Provided records:
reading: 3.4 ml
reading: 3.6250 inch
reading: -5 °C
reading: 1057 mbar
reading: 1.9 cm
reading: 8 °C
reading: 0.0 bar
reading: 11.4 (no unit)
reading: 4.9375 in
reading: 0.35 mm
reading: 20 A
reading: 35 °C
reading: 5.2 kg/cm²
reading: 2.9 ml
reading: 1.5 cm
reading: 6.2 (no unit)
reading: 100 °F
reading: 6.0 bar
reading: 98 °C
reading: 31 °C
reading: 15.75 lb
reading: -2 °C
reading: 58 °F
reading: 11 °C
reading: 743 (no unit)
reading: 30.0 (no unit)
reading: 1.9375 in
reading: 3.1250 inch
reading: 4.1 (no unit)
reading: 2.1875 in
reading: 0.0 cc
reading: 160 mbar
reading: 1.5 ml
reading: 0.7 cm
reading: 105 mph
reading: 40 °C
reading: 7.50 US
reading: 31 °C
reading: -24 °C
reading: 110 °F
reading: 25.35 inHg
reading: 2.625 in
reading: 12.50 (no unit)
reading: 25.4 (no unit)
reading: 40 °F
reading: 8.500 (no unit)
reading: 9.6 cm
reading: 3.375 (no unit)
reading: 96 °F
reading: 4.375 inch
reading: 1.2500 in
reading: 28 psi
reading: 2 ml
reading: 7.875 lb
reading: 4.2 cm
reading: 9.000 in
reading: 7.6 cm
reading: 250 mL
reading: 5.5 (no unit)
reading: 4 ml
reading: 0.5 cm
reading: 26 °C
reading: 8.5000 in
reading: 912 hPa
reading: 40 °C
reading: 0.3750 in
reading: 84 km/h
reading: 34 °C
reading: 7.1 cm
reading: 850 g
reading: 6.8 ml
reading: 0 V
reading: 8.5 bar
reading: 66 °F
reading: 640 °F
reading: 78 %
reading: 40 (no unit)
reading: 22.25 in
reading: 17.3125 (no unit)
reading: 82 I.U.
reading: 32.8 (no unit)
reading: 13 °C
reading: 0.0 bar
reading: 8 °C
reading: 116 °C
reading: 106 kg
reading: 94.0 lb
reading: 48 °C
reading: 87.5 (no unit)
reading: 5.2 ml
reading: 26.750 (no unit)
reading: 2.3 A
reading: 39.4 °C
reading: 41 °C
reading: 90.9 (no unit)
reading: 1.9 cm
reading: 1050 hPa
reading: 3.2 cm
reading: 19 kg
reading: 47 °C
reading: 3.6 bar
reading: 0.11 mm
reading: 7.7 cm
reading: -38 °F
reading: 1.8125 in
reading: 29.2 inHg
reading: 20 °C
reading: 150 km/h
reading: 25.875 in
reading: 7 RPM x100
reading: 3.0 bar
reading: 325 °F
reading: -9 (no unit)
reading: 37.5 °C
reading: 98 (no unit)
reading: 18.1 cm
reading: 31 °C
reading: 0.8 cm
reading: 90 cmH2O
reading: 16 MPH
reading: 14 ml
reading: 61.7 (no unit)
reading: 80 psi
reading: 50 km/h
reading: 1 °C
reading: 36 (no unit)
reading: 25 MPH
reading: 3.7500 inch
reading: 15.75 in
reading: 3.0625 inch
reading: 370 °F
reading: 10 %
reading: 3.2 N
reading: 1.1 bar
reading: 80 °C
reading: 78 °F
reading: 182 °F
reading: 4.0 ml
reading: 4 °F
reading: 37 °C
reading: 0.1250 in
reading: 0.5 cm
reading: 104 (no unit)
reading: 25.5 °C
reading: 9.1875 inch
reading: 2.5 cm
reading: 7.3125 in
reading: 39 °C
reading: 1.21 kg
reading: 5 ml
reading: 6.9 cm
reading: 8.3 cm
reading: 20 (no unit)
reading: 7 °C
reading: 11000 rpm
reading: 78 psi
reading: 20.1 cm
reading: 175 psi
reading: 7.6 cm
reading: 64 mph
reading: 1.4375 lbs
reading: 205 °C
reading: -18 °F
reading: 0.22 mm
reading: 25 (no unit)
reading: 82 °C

The task: Starting at the first line of the material above, reproduce each line exactly up to and including the line with "reading: 30.0 (no unit)".

Output for this task:
reading: 3.4 ml
reading: 3.6250 inch
reading: -5 °C
reading: 1057 mbar
reading: 1.9 cm
reading: 8 °C
reading: 0.0 bar
reading: 11.4 (no unit)
reading: 4.9375 in
reading: 0.35 mm
reading: 20 A
reading: 35 °C
reading: 5.2 kg/cm²
reading: 2.9 ml
reading: 1.5 cm
reading: 6.2 (no unit)
reading: 100 °F
reading: 6.0 bar
reading: 98 °C
reading: 31 °C
reading: 15.75 lb
reading: -2 °C
reading: 58 °F
reading: 11 °C
reading: 743 (no unit)
reading: 30.0 (no unit)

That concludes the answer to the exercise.